A friend called this morning and said “you have to write about love.” He was talking about the increasing use of the word by young adults – they love pizza, they love a movie, they even love the idea of using the word “love” in papers and emails intended for professors. He thinks they use the word excessively and inappropriately. He’s probably right.
So I decided to write a post about love. Well, not really. I had most of this already written because I have been thinking about love since Valentine’s Day. (Not non-stop.) A professional blogger (one who hopes to make money) would have posted a blog of this nature, you know, on Valentine’s Day. Amateurish me took the prompting that the day provided and thought about it for three weeks.
Valentine’s Day has all the makings of a Hallmark holiday: one that is designed primarily to sell greeting cards. But its roots are Roman, long predating the advent of Hallmark Cards, Inc. or the trappings of commercialism. It is and always has been a day associated with love.[1] Something similar can be said for country music.
I grew up in Maine and was inundated with what is now called classic country music. My mother’s favorite performer was Conway Twitty and for good reason. He had an outstanding emotive voice, remains a country legend, and was a good enough baseball player to be offered a contract by the Philadelphia Phillies. Twitty also had significant success singing pop music, peaking with the number one hit It’s Only Make Believe.[2] But his true calling was country music, where he could sing about strong, passionate, unending love.
In the song Fifteen Years Ago, which was written by Raymond Smith, the singer bumps into a friend, who mentions the name of a woman the singer used to date. Twitty sang:
“Fifteen years ago and I still feel the same.
Why did he have to mention your name?
I’m as broken up inside as if it’s been a week or so
Takes a mighty strong love
To keep a man thinking of
A girl he hasn’t seen since fifteen years ago.”[3]
After fifteen years, the singer still feels the pain of the breakup as if it happened last week. That is a “mighty strong love,” but not singular. In the song Hello Darling, which Twitty (real name Harold Jenkins) both wrote and performed, the conceit is that the singer runs into an old girlfriend. Upon being asked how he is, he replies:
“How am I doing?
I’m doing alright
Except I can’t sleep and I cry all night ‘til dawn.”
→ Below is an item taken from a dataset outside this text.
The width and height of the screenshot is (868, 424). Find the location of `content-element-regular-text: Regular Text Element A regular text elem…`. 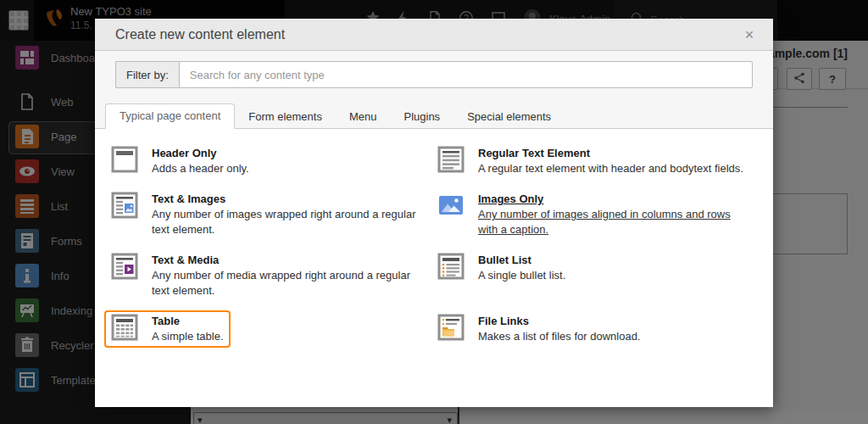

content-element-regular-text: Regular Text Element A regular text elem… is located at coordinates (590, 161).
As they say goodbye, he sings:
“If you should ever find it
In your heart to forgive me
Come back, darlin’
I’ll be waiting for you.”[4]
We are supposed to believe that he has forsaken all other women and is forlornly waiting for her to return to him. Again, “a mighty strong love,” and again not unique.
George Jones sang the anthem of one-sided love stories: He Stopped Loving Her Today. Jones hated the song when he first heard it, but he made it his own and it remade Jones, whose career had faltered. Written in 1980, the singer tells of his friend who has been in love with a woman that he hasn’t seen since 1962. Alas,
“He stopped loving her today
They placed a wreath upon his door
And soon they’ll carry him away
He stopped loving her today.”[5]
These are tales of powerful love that caused sad lives. This is the kind of stuff that, fortunately, you don’t see every day. I don’t know of anyone who has forsaken relationships forever because of a lost love. Do you? I believe this brand of love belongs exclusively to country songs, romantic novels, and the like. It certainly isn’t the love of today’s college students, who apply the word to any fleeting fancy.
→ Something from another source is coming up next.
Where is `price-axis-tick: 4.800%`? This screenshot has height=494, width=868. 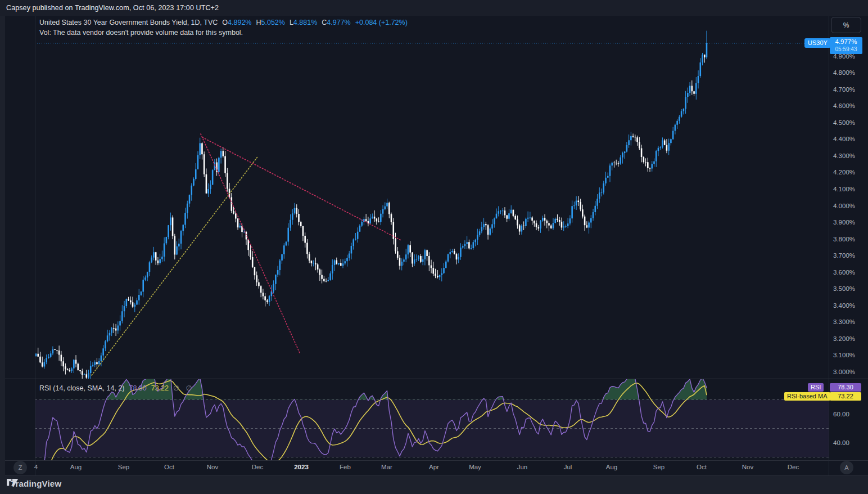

One last thought – imagine that you are the subject of such a song. That you caused someone to give up on love, that they loved you so much that they can’t envision loving someone else. Would you feel good about that? It seems like it might be a significant ego boost. Or would you feel bad, that you had (however inadvertently) caused a life of sorrow? I can say with a high degree of confidence that I have never inspired anybody to write such a plaintive love song.
[1] The day is named for a bishop who performed marriage ceremonies for couples who were otherwise forbidden to marry each other. His actions did not please the emperor, who had him beheaded.
[2] It doesn’t take much imagination to hear a little Elvis in this song. https://www.youtube.com/watch?v=LJefPaBsSug
[3] To hear the song https://www.youtube.com/watch?v=YCRH9JLaoiM The quoted portion starts 44 seconds in. There is no video.
[4] This link has video of a young Conway wearing a suit and tie in front of a fireplace: https://www.youtube.com/watch?v=Og1QRtcWdEY The first excerpt starts at 40 seconds, the second at 2:06.
[5] This song is haunting. https://www.youtube.com/watch?v=ubKUP8c0FHE The quoted verse can be found at 1:54.
The discussion and links to music is a nice addition.
Typo: you meant “now called” instead of “not called”
I grew up in Maine and was inundated with what is not called classic country music.
That’s a pretty substantive typo. Most don’t completely change the meaning of a sentence.